World’s Smallest Heart Pump ‘A Game-changer’ in Keeping Failing Hearts Going Without Major Surgery

Impella 5.5® with SmartAssist® Pump – credit: Abiomed

A heart pump no bigger than a fountain pen has just been approved by the FDA for use in children, having already saved adult lives in a revolutionary way.

Cardiologists don’t even need to open a chest cavity to install the Impella 5.5, the world’s smallest heart pump that can keep a heart going during critical moments of heart failure or cardiogenic shock.

21-year-old Katrina Penney was born with congenital heart defects, but the transplant she received also failed when she was 19. For 5 weeks, the Impella kept the failed heart pumping while a second heart transplant was secured.
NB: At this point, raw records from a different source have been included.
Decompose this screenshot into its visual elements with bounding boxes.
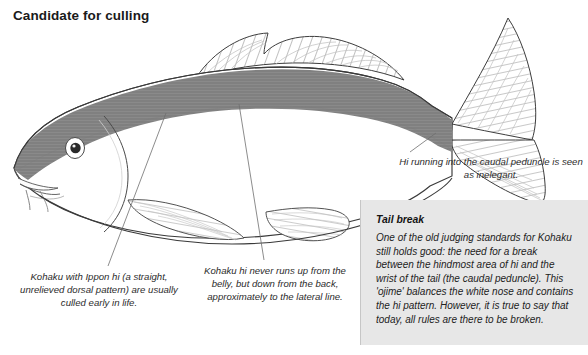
tail-break-heading: Tail break bbox=[376, 214, 574, 225]
tail-break-panel: Tail break One of the old judging standa… bbox=[360, 200, 588, 345]
eye bbox=[66, 138, 85, 159]
figure-page: Candidate for culling bbox=[0, 0, 588, 355]
caption-caudal-peduncle: Hi running into the caudal peduncle is s… bbox=[396, 155, 586, 181]
tail-break-body: One of the old judging standards for Koh… bbox=[376, 231, 574, 326]
caption-ippon-hi: Kohaku with Ippon hi (a straight, unreli… bbox=[8, 270, 190, 310]
pelvic-fin bbox=[266, 208, 349, 241]
caption-lateral-line: Kohaku hi never runs up from the belly, … bbox=[196, 264, 354, 304]
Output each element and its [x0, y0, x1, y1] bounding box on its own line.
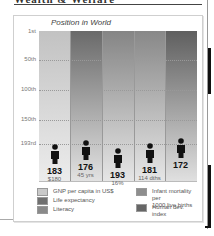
legend-swatch: [136, 188, 147, 196]
panel-title: Position in World: [51, 18, 111, 27]
rank-infant-mortality: 181: [134, 165, 165, 175]
person-icon: [80, 140, 92, 160]
gridline-193rd: [39, 144, 197, 145]
y-label-100th: 100th: [14, 86, 36, 92]
rank-life-expectancy: 176: [70, 162, 101, 172]
rank-literacy: 193: [102, 170, 133, 180]
y-label-193rd: 193rd: [14, 140, 36, 146]
legend-item-literacy: Literacy: [37, 206, 74, 214]
bar-human-dev: [165, 31, 197, 181]
legend-item-life-expectancy: Life expectancy: [37, 197, 95, 205]
y-label-150th: 150th: [14, 116, 36, 122]
chart-panel: Position in World 1st 50th 100th 150th 1…: [13, 15, 203, 222]
legend-label: Literacy: [53, 206, 74, 213]
stat-gnp: $180: [39, 176, 70, 182]
legend-swatch: [37, 188, 48, 196]
stat-literacy: 16%: [102, 180, 133, 186]
person-icon: [112, 148, 124, 168]
y-label-50th: 50th: [14, 56, 36, 62]
bottom-rule: [0, 219, 14, 220]
right-edge-block-2: [208, 165, 211, 228]
legend-label: GNP per capita in US$: [53, 188, 114, 195]
legend-item-human-dev: Human dev. index: [136, 204, 199, 218]
legend-swatch: [37, 206, 48, 214]
person-icon: [175, 138, 187, 158]
top-rule: [14, 4, 202, 5]
legend-swatch: [136, 204, 147, 212]
rank-gnp: 183: [39, 166, 70, 176]
gridline-150th: [39, 120, 197, 121]
legend-label: Human dev. index: [152, 204, 199, 218]
stat-infant-mortality: 114 dths: [134, 175, 165, 181]
rank-human-dev: 172: [165, 160, 196, 170]
y-label-1st: 1st: [14, 28, 36, 34]
legend-swatch: [37, 197, 48, 205]
right-edge-block-1: [208, 48, 211, 94]
gridline-50th: [39, 60, 197, 61]
legend-item-gnp: GNP per capita in US$: [37, 188, 114, 196]
person-icon: [49, 144, 61, 164]
stat-life-expectancy: 45 yrs: [70, 172, 101, 178]
gridline-100th: [39, 90, 197, 91]
right-edge-foot: [205, 226, 211, 228]
legend-label: Life expectancy: [53, 197, 95, 204]
person-icon: [144, 143, 156, 163]
legend: GNP per capita in US$ Life expectancy Li…: [29, 187, 199, 217]
legend-label-line1: Infant mortality per: [152, 188, 191, 201]
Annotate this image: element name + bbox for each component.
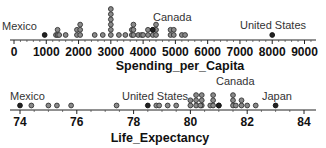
data-point (29, 103, 34, 108)
data-point (63, 33, 68, 38)
data-point (231, 93, 236, 98)
tick-label: 3000 (97, 45, 124, 59)
data-point (188, 98, 193, 103)
data-point (171, 33, 176, 38)
highlighted-point[interactable] (42, 33, 47, 38)
data-point (239, 98, 244, 103)
highlighted-point[interactable] (18, 103, 23, 108)
tick-label: 7000 (227, 45, 254, 59)
point-annotation: United States (122, 90, 189, 102)
data-point (199, 98, 204, 103)
axis-title: Life_Expectancy (111, 131, 210, 145)
data-point (199, 93, 204, 98)
data-point (157, 103, 162, 108)
data-point (171, 27, 176, 32)
data-point (78, 22, 83, 27)
point-annotation: Canada (153, 11, 192, 23)
data-point (146, 27, 151, 32)
highlighted-point[interactable] (216, 103, 221, 108)
data-point (100, 33, 105, 38)
data-point (253, 103, 258, 108)
tick-label: 78 (127, 115, 141, 129)
data-point (233, 103, 238, 108)
tick-label: 82 (241, 115, 255, 129)
data-point (46, 103, 51, 108)
tick-label: 80 (184, 115, 198, 129)
data-point (55, 103, 60, 108)
data-point (55, 27, 60, 32)
data-point (131, 33, 136, 38)
data-point (194, 98, 199, 103)
highlighted-point[interactable] (270, 33, 275, 38)
point-annotation: United States (240, 19, 307, 31)
data-point (211, 103, 216, 108)
data-point (108, 33, 113, 38)
data-point (78, 33, 83, 38)
data-point (108, 22, 113, 27)
tick-label: 9000 (291, 45, 318, 59)
data-point (198, 103, 203, 108)
data-point (174, 103, 179, 108)
data-point (131, 27, 136, 32)
life-expectancy-dotplot: 747678808284Life_ExpectancyMexicoUnited … (0, 74, 326, 148)
tick-label: 8000 (259, 45, 286, 59)
data-point (117, 33, 122, 38)
data-point (239, 103, 244, 108)
data-point (245, 103, 250, 108)
tick-label: 0 (11, 45, 18, 59)
data-point (108, 12, 113, 17)
highlighted-point[interactable] (273, 103, 278, 108)
tick-label: 1000 (33, 45, 60, 59)
tick-label: 76 (70, 115, 84, 129)
life-expectancy-dotplot-svg: 747678808284Life_ExpectancyMexicoUnited … (0, 74, 326, 148)
data-point (108, 17, 113, 22)
data-point (69, 103, 74, 108)
point-annotation: Mexico (2, 20, 37, 32)
axis-title: Spending_per_Capita (116, 59, 246, 73)
data-point (154, 33, 159, 38)
data-point (183, 33, 188, 38)
highlighted-point[interactable] (150, 27, 155, 32)
tick-label: 6000 (194, 45, 221, 59)
tick-label: 84 (297, 115, 311, 129)
data-point (211, 98, 216, 103)
data-point (114, 103, 119, 108)
data-point (146, 33, 151, 38)
data-point (123, 33, 128, 38)
data-point (78, 27, 83, 32)
tick-label: 74 (13, 115, 27, 129)
point-annotation: Japan (262, 90, 292, 102)
data-point (141, 33, 146, 38)
data-point (108, 7, 113, 12)
spending-dotplot: 0100020003000400050006000700080009000Spe… (0, 0, 326, 74)
data-point (165, 103, 170, 108)
data-point (92, 33, 97, 38)
data-point (188, 103, 193, 108)
point-annotation: Canada (216, 75, 255, 87)
highlighted-point[interactable] (145, 103, 150, 108)
point-annotation: Mexico (10, 90, 45, 102)
data-point (211, 93, 216, 98)
data-point (57, 33, 62, 38)
tick-label: 5000 (162, 45, 189, 59)
tick-label: 4000 (130, 45, 157, 59)
data-point (108, 27, 113, 32)
data-point (231, 98, 236, 103)
tick-label: 2000 (65, 45, 92, 59)
data-point (194, 93, 199, 98)
spending-dotplot-svg: 0100020003000400050006000700080009000Spe… (0, 0, 326, 74)
data-point (131, 22, 136, 27)
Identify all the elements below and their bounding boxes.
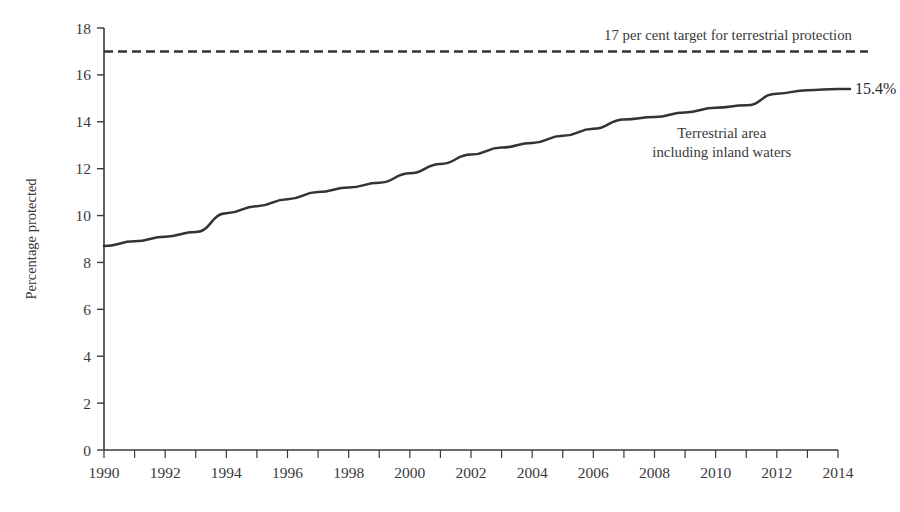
x-tick-label: 2000 <box>394 464 425 481</box>
x-tick-label: 2004 <box>517 464 548 481</box>
series-label-line-2: including inland waters <box>652 144 791 160</box>
series-label-line-1: Terrestrial area <box>677 125 766 141</box>
x-tick-label: 2008 <box>639 464 670 481</box>
target-line-label: 17 per cent target for terrestrial prote… <box>604 27 852 43</box>
y-tick-label: 12 <box>76 160 92 177</box>
y-tick-label: 16 <box>76 66 92 83</box>
y-tick-label: 2 <box>83 395 91 412</box>
x-tick-label: 2006 <box>578 464 609 481</box>
x-tick-label: 2012 <box>761 464 792 481</box>
x-tick-label: 1996 <box>272 464 303 481</box>
y-tick-label: 8 <box>83 254 91 271</box>
y-tick-label: 18 <box>76 20 92 37</box>
series-end-value-label: 15.4% <box>855 80 896 97</box>
x-tick-label: 1994 <box>211 464 242 481</box>
y-tick-label: 0 <box>83 442 91 459</box>
x-tick-label: 1992 <box>150 464 181 481</box>
chart-background <box>0 0 900 512</box>
y-tick-label: 14 <box>76 113 92 130</box>
x-tick-label: 1998 <box>333 464 364 481</box>
x-tick-label: 2014 <box>823 464 854 481</box>
line-chart: 024681012141618 199019921994199619982000… <box>0 0 900 512</box>
x-tick-label: 2010 <box>700 464 731 481</box>
chart-container: 024681012141618 199019921994199619982000… <box>0 0 900 512</box>
x-tick-label: 2002 <box>456 464 487 481</box>
y-tick-label: 10 <box>76 207 92 224</box>
x-tick-label: 1990 <box>89 464 120 481</box>
y-tick-label: 6 <box>83 301 91 318</box>
y-tick-label: 4 <box>83 348 91 365</box>
y-axis-title: Percentage protected <box>23 178 39 300</box>
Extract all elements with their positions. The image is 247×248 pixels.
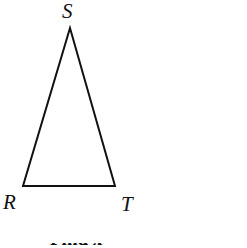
vertex-label-r: R — [3, 192, 16, 213]
figure-caption: Find x — [50, 243, 102, 248]
caption-clip: Find x — [0, 243, 247, 248]
vertex-label-t: T — [121, 194, 133, 215]
vertex-label-s: S — [62, 1, 73, 22]
geometry-figure: S R T Find x — [0, 0, 247, 248]
triangle-shape — [23, 28, 115, 186]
“It does all the work for your heart,” Katrina Penney told CBS Philadelphia “It did save my life, 100%. I named my Impella ‘Ella.’”

“It’s very useful in the sense that actually it can be implantable without opening the chest,” Dr. Katsuhide Maeda with Children’s Hospital of Philadelphia, where Penney was treated, told CBS. “We are so excited. This is a really like a, you know, game-changer.”

The pump component on the Impella only consists of the very tip of the device—making it the size of a fingertip, something Penney says makes her whole ordeal just seem unbelievable.